Lawmakers promise to put the brakes on temporary highway fixes
Lawmakers promised Wednesday that a two-week temporary highway funding patch that is set to be approved this week will be the last pitstop before a long-sought multiyear transportation bill is passed.
“This is the last extension. Let me put an exclamation point on that,” House Transportation and Infrastructure Committee Chairman Rep. Bill Shuster (R-Pa.) said during the first public meeting for the committee that has been set up to work on a bicameral agreement on the highway bill.
“Congress is on the cusp of once again fulfilling its constitutional duty to fund our roads and bridges. Americans demand it, and our economy depends on it,” said Senate Environment and Public Works Committee Chairman James Inhofe (R-Okla).
{mosads}”By reauthorizing a long-term highway bill, we will be ending a wasteful cycle of short-term extensions and resetting the standard of long-term reauthorizations as were intended by President Eisenhower with his vision of a national interstate system,” Inhofe continued.
It has been more than a decade since Congress passed a highway funding bill that lasted longer than two years, and lawmakers are hoping to break the streak by a new Dec. 4 deadline.
Lawmakers in the House have approved a bipartisan bill to spend up to $325 billion on transportation projects over the next six years.
But that approach differs from a six-year bill approved by the Senate over the summer. House lawmakers had rejected the Senate bill, which authorizes funding for six years but only pays for three years of spending.
The highway bill that was approved by the House calls for spending up to $261 billion on highways and $55 billion on transit over six years. The legislation authorizes highway funding for six years but only includes enough money to pay for the first three of them.
Lawmakers had hoped to reach an agreement in time to prevent an interruption in the nation’s road and transit spending on Friday, but they ran out of time to hash out a bicameral agreement in enough time to beat the deadline.
Lawmakers expressed optimism Wednesday that they will be able to bridge the difference between their disparate versions of the highway bill, however.
“The whole point of a conference is to compromise,” Inhofe said. “Not everyone gets what they want in a bipartisan negotiation but I think we are very close to a product that country has needed for far too long.”
The Oklahoma senator added that the versions of the highway bill that were passed by the House and Senate are not that far off from each other.
“Both bills recognize the need for a national freight program, further environmental streamlining, place a new focus on innovation, provide states with flexibility, and most importantly, both bills provide necessary long-term certainty,” he said.
“I am confident that the Senate and House will work together to get this bill to the president’s desk within the next few weeks,” Inhofe continued.
Democrats on the bicameral committee pushed for an increase in annual funding for transportation projects, and they also sought to protect a provision that would reauthorize the controversial Export-Import Bank that was included in both chambers’ versions of the highway funding bill.
“It’s critical that this conference committee focuses on producing a bill that increases funding above current levels and helps states and cities invest in their infrastructure in a meaningful way,” Sen. Sherrod Brown (D-Ohio) said.
“I am also pleased that both Houses included identical language reauthorizing the U.S. Export-Import Bank,” he continued. “This is five months overdue and will help ensure that Ohio’s exporters, manufacturers and workers are not facing a playing field tilted in favor of their foreign competitors.”
Lawmakers on the conference committee said they would produce a report on a bicameral agreement by the first week of December to allow the House and Senate to vote on the compromise package before the Dec. 4 deadline.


**What the exercise asks**
Using the entries that follow, collect the lines where the word "annual" appears.

**Records for this exercise**

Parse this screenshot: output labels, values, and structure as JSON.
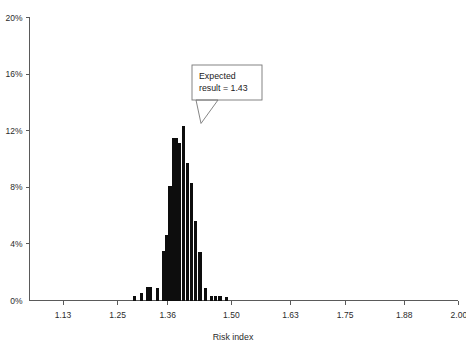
{
  "chart_data": {
    "type": "bar",
    "title": "",
    "subtitle": "",
    "xlabel": "Risk index",
    "ylabel": "",
    "xlim": [
      1.055,
      2.0
    ],
    "ylim": [
      0,
      20
    ],
    "grid": false,
    "legend": null,
    "x_tick_labels": [
      "1.13",
      "1.25",
      "1.36",
      "1.50",
      "1.63",
      "1.75",
      "1.88",
      "2.00"
    ],
    "x_tick_values": [
      1.13,
      1.25,
      1.36,
      1.5,
      1.63,
      1.75,
      1.88,
      2.0
    ],
    "y_tick_labels": [
      "0%",
      "4%",
      "8%",
      "12%",
      "16%",
      "20%"
    ],
    "y_tick_values": [
      0,
      4,
      8,
      12,
      16,
      20
    ],
    "y_unit": "%",
    "x": [
      1.29,
      1.297,
      1.304,
      1.311,
      1.318,
      1.325,
      1.332,
      1.339,
      1.346,
      1.353,
      1.36,
      1.367,
      1.374,
      1.381,
      1.388,
      1.395,
      1.402,
      1.409,
      1.416,
      1.423,
      1.43,
      1.437,
      1.444,
      1.451,
      1.458,
      1.465,
      1.472,
      1.479,
      1.486,
      1.493,
      1.5,
      1.507,
      1.514,
      1.521,
      1.528,
      1.535,
      1.542,
      1.549,
      1.556
    ],
    "values": [
      0.0,
      0.35,
      0.0,
      0.55,
      0.0,
      0.95,
      0.95,
      0.0,
      0.85,
      0.0,
      3.5,
      0.0,
      4.6,
      0.0,
      8.1,
      0.0,
      11.5,
      11.5,
      11.1,
      0.0,
      12.3,
      0.0,
      9.7,
      0.0,
      8.3,
      0.0,
      5.6,
      0.0,
      3.4,
      0.0,
      0.9,
      0.0,
      0.35,
      0.3,
      0.3,
      0.0,
      0.25,
      0.0,
      0.0
    ],
    "bars": [
      {
        "x": 1.288,
        "value": 0.35
      },
      {
        "x": 1.302,
        "value": 0.55
      },
      {
        "x": 1.316,
        "value": 0.95
      },
      {
        "x": 1.323,
        "value": 0.95
      },
      {
        "x": 1.337,
        "value": 0.85
      },
      {
        "x": 1.351,
        "value": 3.5
      },
      {
        "x": 1.358,
        "value": 4.6
      },
      {
        "x": 1.365,
        "value": 8.1
      },
      {
        "x": 1.372,
        "value": 11.5
      },
      {
        "x": 1.379,
        "value": 11.5
      },
      {
        "x": 1.386,
        "value": 11.1
      },
      {
        "x": 1.395,
        "value": 12.3
      },
      {
        "x": 1.404,
        "value": 9.7
      },
      {
        "x": 1.413,
        "value": 8.3
      },
      {
        "x": 1.422,
        "value": 5.6
      },
      {
        "x": 1.431,
        "value": 3.4
      },
      {
        "x": 1.443,
        "value": 0.9
      },
      {
        "x": 1.457,
        "value": 0.35
      },
      {
        "x": 1.466,
        "value": 0.3
      },
      {
        "x": 1.475,
        "value": 0.3
      },
      {
        "x": 1.489,
        "value": 0.25
      }
    ],
    "annotations": [
      {
        "name": "expected-result-callout",
        "line1": "Expected",
        "line2": "result = 1.43",
        "points_to_x": 1.43,
        "points_to_value": 12.3
      }
    ],
    "colors": {
      "bar": "#0d0d0d",
      "axis": "#5a5a5a",
      "text": "#2b2b2b",
      "callout_border": "#777777",
      "background": "#ffffff"
    }
  }
}
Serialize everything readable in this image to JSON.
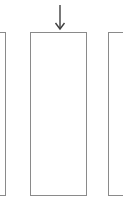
{
  "canvas": {
    "width": 123,
    "height": 206,
    "background_color": "#ffffff"
  },
  "diagram": {
    "stroke_color": "#8a8a8a",
    "stroke_width": 1,
    "rectangles": [
      {
        "name": "left-column",
        "left": -10,
        "top": 32,
        "width": 16,
        "height": 164,
        "clipped_edge": "left"
      },
      {
        "name": "middle-column",
        "left": 30,
        "top": 32,
        "width": 57,
        "height": 164,
        "clipped_edge": "none"
      },
      {
        "name": "right-column",
        "left": 108,
        "top": 32,
        "width": 26,
        "height": 164,
        "clipped_edge": "right"
      }
    ],
    "arrow": {
      "direction": "down",
      "color": "#3f3f3f",
      "stroke_width": 1.4,
      "x": 60,
      "y_start": 5,
      "y_tip": 29,
      "head_half_width": 4.5,
      "head_height": 6
    }
  }
}
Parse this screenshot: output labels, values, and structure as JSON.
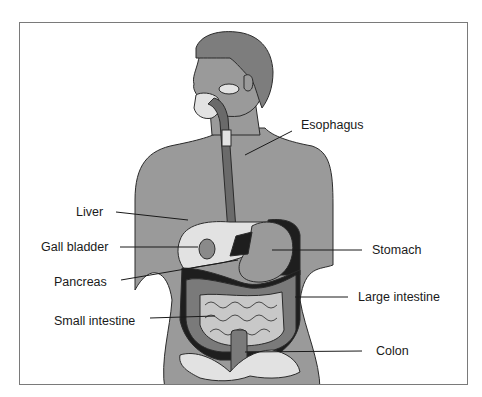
{
  "diagram": {
    "colors": {
      "skin": "#9a9a9a",
      "hair": "#7d7d7d",
      "light_organ": "#e2e2e2",
      "dark_organ": "#1e1e1e",
      "mid_organ": "#8a8a8a",
      "outline": "#2b2b2b"
    },
    "labels": [
      {
        "id": "esophagus",
        "text": "Esophagus"
      },
      {
        "id": "liver",
        "text": "Liver"
      },
      {
        "id": "gall-bladder",
        "text": "Gall bladder"
      },
      {
        "id": "stomach",
        "text": "Stomach"
      },
      {
        "id": "pancreas",
        "text": "Pancreas"
      },
      {
        "id": "large-intestine",
        "text": "Large intestine"
      },
      {
        "id": "small-intestine",
        "text": "Small intestine"
      },
      {
        "id": "colon",
        "text": "Colon"
      }
    ]
  }
}
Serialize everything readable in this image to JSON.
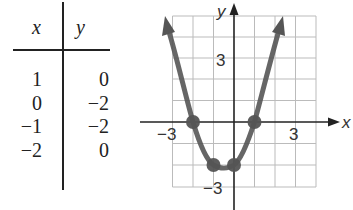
{
  "table": {
    "headers": [
      "x",
      "y"
    ],
    "rows": [
      {
        "x": "1",
        "y": "0"
      },
      {
        "x": "0",
        "y": "−2"
      },
      {
        "x": "−1",
        "y": "−2"
      },
      {
        "x": "−2",
        "y": "0"
      }
    ]
  },
  "graph": {
    "x_axis_label": "x",
    "y_axis_label": "y",
    "tick_labels": {
      "x_neg": "−3",
      "x_pos": "3",
      "y_pos": "3",
      "y_neg": "−3"
    },
    "colors": {
      "curve": "#555555",
      "grid": "#bbbbbb",
      "axis": "#222222"
    },
    "points": [
      [
        -2,
        0
      ],
      [
        -1,
        -2
      ],
      [
        0,
        -2
      ],
      [
        1,
        0
      ]
    ],
    "equation_shape": "parabola y = x^2 + x - 2",
    "grid_range": {
      "x": [
        -3,
        4
      ],
      "y": [
        -3,
        5
      ]
    }
  }
}
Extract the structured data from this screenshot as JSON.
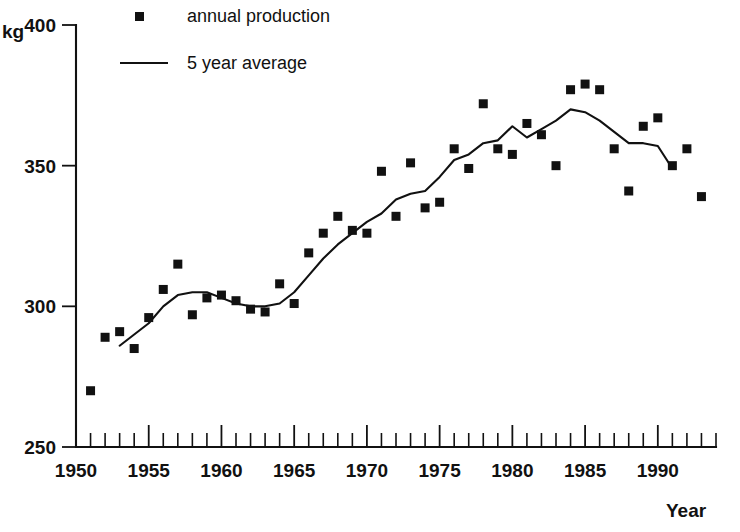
{
  "chart_data": {
    "type": "scatter",
    "title": "",
    "subtitle": "",
    "xlabel": "Year",
    "ylabel": "kg",
    "y_unit_label": "kg",
    "xlim": [
      1950,
      1994
    ],
    "ylim": [
      250,
      400
    ],
    "grid": false,
    "legend_position": "top-center",
    "y_ticks": [
      250,
      300,
      350,
      400
    ],
    "y_tick_labels": [
      "250",
      "300",
      "350",
      "400"
    ],
    "x_ticks": [
      1950,
      1955,
      1960,
      1965,
      1970,
      1975,
      1980,
      1985,
      1990
    ],
    "x_tick_labels": [
      "1950",
      "1955",
      "1960",
      "1965",
      "1970",
      "1975",
      "1980",
      "1985",
      "1990"
    ],
    "x_minor_tick_step": 1,
    "series": [
      {
        "name": "annual production",
        "type": "scatter",
        "marker": "square",
        "color": "#111111",
        "x": [
          1951,
          1952,
          1953,
          1954,
          1955,
          1956,
          1957,
          1958,
          1959,
          1960,
          1961,
          1962,
          1963,
          1964,
          1965,
          1966,
          1967,
          1968,
          1969,
          1970,
          1971,
          1972,
          1973,
          1974,
          1975,
          1976,
          1977,
          1978,
          1979,
          1980,
          1981,
          1982,
          1983,
          1984,
          1985,
          1986,
          1987,
          1988,
          1989,
          1990,
          1991,
          1992,
          1993
        ],
        "y": [
          270,
          289,
          291,
          285,
          296,
          306,
          315,
          297,
          303,
          304,
          302,
          299,
          298,
          308,
          301,
          319,
          326,
          332,
          327,
          326,
          348,
          332,
          351,
          335,
          337,
          356,
          349,
          372,
          356,
          354,
          365,
          361,
          350,
          377,
          379,
          377,
          356,
          341,
          364,
          367,
          350,
          356,
          339
        ]
      },
      {
        "name": "5 year average",
        "type": "line",
        "color": "#111111",
        "x": [
          1953,
          1954,
          1955,
          1956,
          1957,
          1958,
          1959,
          1960,
          1961,
          1962,
          1963,
          1964,
          1965,
          1966,
          1967,
          1968,
          1969,
          1970,
          1971,
          1972,
          1973,
          1974,
          1975,
          1976,
          1977,
          1978,
          1979,
          1980,
          1981,
          1982,
          1983,
          1984,
          1985,
          1986,
          1987,
          1988,
          1989,
          1990,
          1991
        ],
        "y": [
          286,
          290,
          294,
          300,
          304,
          305,
          305,
          303,
          301,
          300,
          300,
          301,
          305,
          311,
          317,
          322,
          326,
          330,
          333,
          338,
          340,
          341,
          346,
          352,
          354,
          358,
          359,
          364,
          360,
          363,
          366,
          370,
          369,
          366,
          362,
          358,
          358,
          357,
          349
        ]
      }
    ]
  },
  "legend": {
    "items": [
      {
        "label": "annual production",
        "marker": "square"
      },
      {
        "label": "5 year average",
        "marker": "line"
      }
    ]
  },
  "axes": {
    "y_unit": "kg",
    "x_name": "Year"
  }
}
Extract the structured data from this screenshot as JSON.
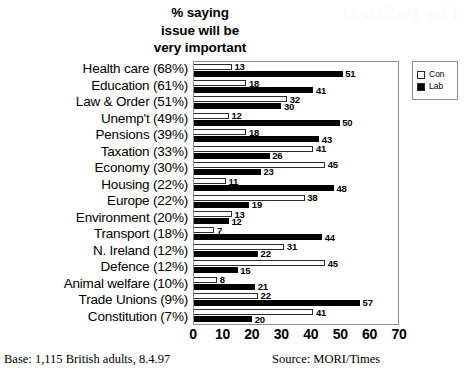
{
  "ghost_text": "The Political",
  "title_lines": [
    "% saying",
    "issue will be",
    "very important"
  ],
  "title_text": "% saying issue will be very important",
  "legend": {
    "items": [
      {
        "label": "Con",
        "swatch": "white-square-icon",
        "color": "#ffffff"
      },
      {
        "label": "Lab",
        "swatch": "black-square-icon",
        "color": "#000000"
      }
    ]
  },
  "footer": {
    "base": "Base: 1,115 British adults, 8.4.97",
    "source": "Source: MORI/Times"
  },
  "chart_data": {
    "type": "bar",
    "orientation": "horizontal",
    "title": "% saying issue will be very important",
    "xlabel": "",
    "ylabel": "",
    "xlim": [
      0,
      70
    ],
    "xticks": [
      0,
      10,
      20,
      30,
      40,
      50,
      60,
      70
    ],
    "grid": false,
    "legend_position": "top-right-outside",
    "categories": [
      "Health care (68%)",
      "Education (61%)",
      "Law & Order (51%)",
      "Unemp't (49%)",
      "Pensions (39%)",
      "Taxation (33%)",
      "Economy (30%)",
      "Housing (22%)",
      "Europe (22%)",
      "Environment (20%)",
      "Transport (18%)",
      "N. Ireland (12%)",
      "Defence (12%)",
      "Animal welfare (10%)",
      "Trade Unions (9%)",
      "Constitution (7%)"
    ],
    "series": [
      {
        "name": "Con",
        "color": "#ffffff",
        "values": [
          13,
          18,
          32,
          12,
          18,
          41,
          45,
          11,
          38,
          13,
          7,
          31,
          45,
          8,
          22,
          41
        ]
      },
      {
        "name": "Lab",
        "color": "#000000",
        "values": [
          51,
          41,
          30,
          50,
          43,
          26,
          23,
          48,
          19,
          12,
          44,
          22,
          15,
          21,
          57,
          20
        ]
      }
    ]
  }
}
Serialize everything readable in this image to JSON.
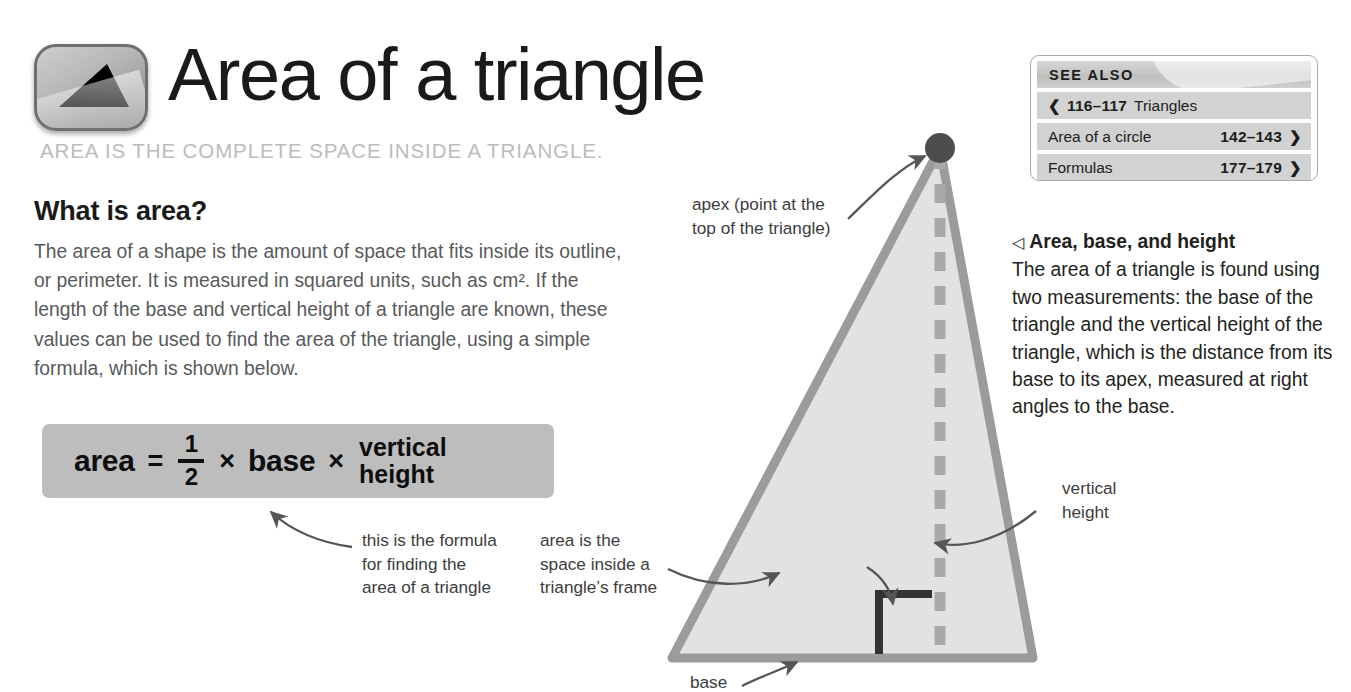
{
  "header": {
    "title": "Area of a triangle",
    "subtitle": "AREA IS THE COMPLETE SPACE INSIDE A TRIANGLE.",
    "logo_icon": "triangle-icon"
  },
  "see_also": {
    "header_label": "SEE ALSO",
    "rows": [
      {
        "direction": "prev",
        "chevron": "❮",
        "pages": "116–117",
        "label": "Triangles"
      },
      {
        "direction": "next",
        "chevron": "❯",
        "pages": "142–143",
        "label": "Area of a circle"
      },
      {
        "direction": "next",
        "chevron": "❯",
        "pages": "177–179",
        "label": "Formulas"
      }
    ]
  },
  "main": {
    "section_heading": "What is area?",
    "body_paragraph": "The area of a shape is the amount of space that fits inside its outline, or perimeter. It is measured in squared units, such as cm². If the length of the base and vertical height of a triangle are known, these values can be used to find the area of the triangle, using a simple formula, which is shown below."
  },
  "formula": {
    "lhs": "area",
    "equals": "=",
    "fraction_numerator": "1",
    "fraction_denominator": "2",
    "times_1": "×",
    "base": "base",
    "times_2": "×",
    "height_line1": "vertical",
    "height_line2": "height"
  },
  "captions": {
    "formula": "this is the formula\nfor finding the\narea of a triangle",
    "area": "area is the\nspace inside a\ntriangle’s frame",
    "apex": "apex (point at the\ntop of the triangle)",
    "right_angle": "vertical height is\nat right angles\nto the base",
    "vertical_height": "vertical\nheight",
    "base": "base"
  },
  "right_caption": {
    "marker": "◁",
    "heading": "Area, base, and height",
    "body": "The area of a triangle is found using two measurements: the base of the triangle and the vertical height of the triangle, which is the distance from its base to its apex, measured at right angles to the base."
  },
  "colors": {
    "triangle_fill": "#e2e2e2",
    "triangle_stroke": "#9b9b9b",
    "dashed_line": "#a9a9a9",
    "apex_dot": "#4d4d4d",
    "right_angle_marker": "#333333",
    "arrow": "#555555",
    "formula_box": "#bdbdbd",
    "see_also_row": "#d2d2d2",
    "subtitle": "#bcbcbc",
    "body_text": "#58595b"
  },
  "diagram": {
    "apex_label": "apex",
    "base_label": "base",
    "vertical_height_label": "vertical height",
    "right_angle_label": "right-angle-marker"
  }
}
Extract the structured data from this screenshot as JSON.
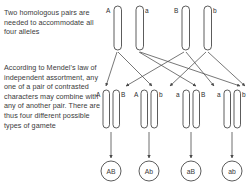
{
  "figure": {
    "paragraphs": {
      "p1": "Two homologous pairs are needed to accommodate all four alleles",
      "p2": "According to Mendel's law of independent assortment, any one of a pair of contrasted characters may combine with any of another pair. There are thus four different possible types of gamete"
    },
    "colors": {
      "outline": "#4a4a4a",
      "text": "#3a3a3a",
      "background": "#ffffff"
    },
    "parent_row": {
      "caption": "parent homologous chromosome pairs",
      "chromosomes": [
        {
          "allele": "A",
          "label_side": "left"
        },
        {
          "allele": "a",
          "label_side": "right"
        },
        {
          "allele": "B",
          "label_side": "left"
        },
        {
          "allele": "b",
          "label_side": "right"
        }
      ]
    },
    "gamete_row": {
      "caption": "segregated chromosomes in four gamete groups",
      "groups": [
        {
          "alleles": [
            "A",
            "A",
            "B"
          ],
          "labels": [
            "A",
            "A",
            "B"
          ]
        },
        {
          "alleles": [
            "A",
            "A",
            "b"
          ],
          "labels": [
            "A",
            "A",
            "b"
          ]
        },
        {
          "alleles": [
            "a",
            "a",
            "B"
          ],
          "labels": [
            "a",
            "a",
            "B"
          ]
        },
        {
          "alleles": [
            "a",
            "a",
            "b"
          ],
          "labels": [
            "a",
            "a",
            "b"
          ]
        }
      ]
    },
    "gametes": {
      "caption": "four possible gamete types",
      "items": [
        {
          "genotype": "AB"
        },
        {
          "genotype": "Ab"
        },
        {
          "genotype": "aB"
        },
        {
          "genotype": "ab"
        }
      ]
    }
  }
}
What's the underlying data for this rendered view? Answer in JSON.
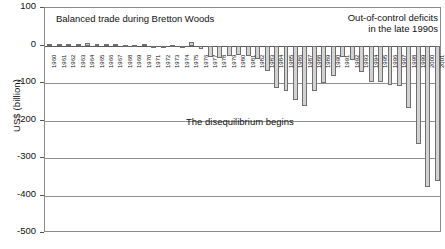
{
  "chart_data": {
    "type": "bar",
    "title": "",
    "xlabel": "",
    "ylabel": "US$ (billion)",
    "ylim": [
      -500,
      100
    ],
    "yticks": [
      100,
      0,
      -100,
      -200,
      -300,
      -400,
      -500
    ],
    "ytick_labels": [
      "100",
      "0",
      "-100",
      "-200",
      "-300",
      "-400",
      "-500"
    ],
    "grid": true,
    "legend": "none",
    "bar_color": "#d2d2d2",
    "bar_edge_color": "#6f6f6f",
    "categories": [
      "1960",
      "1961",
      "1962",
      "1963",
      "1964",
      "1965",
      "1966",
      "1967",
      "1968",
      "1969",
      "1970",
      "1971",
      "1972",
      "1973",
      "1974",
      "1975",
      "1976",
      "1977",
      "1978",
      "1979",
      "1980",
      "1981",
      "1982",
      "1983",
      "1984",
      "1985",
      "1986",
      "1987",
      "1988",
      "1989",
      "1990",
      "1991",
      "1992",
      "1993",
      "1994",
      "1995",
      "1996",
      "1997",
      "1998",
      "1999",
      "2000",
      "2001"
    ],
    "values": [
      4,
      5,
      4,
      5,
      7,
      5,
      4,
      4,
      1,
      1,
      3,
      -2,
      -6,
      1,
      -5,
      9,
      -9,
      -31,
      -34,
      -28,
      -25,
      -28,
      -36,
      -67,
      -112,
      -122,
      -145,
      -160,
      -121,
      -100,
      -81,
      -31,
      -39,
      -70,
      -98,
      -96,
      -104,
      -108,
      -166,
      -263,
      -378,
      -362
    ],
    "annotations": [
      {
        "name": "balanced-trade-note",
        "text": "Balanced trade during Bretton Woods"
      },
      {
        "name": "out-of-control-note",
        "text": "Out-of-control deficits\nin the late 1990s"
      },
      {
        "name": "disequilibrium-note",
        "text": "The disequilibrium begins"
      }
    ]
  }
}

**The completed task**
        "name": "annual production",
        "label": "annual production",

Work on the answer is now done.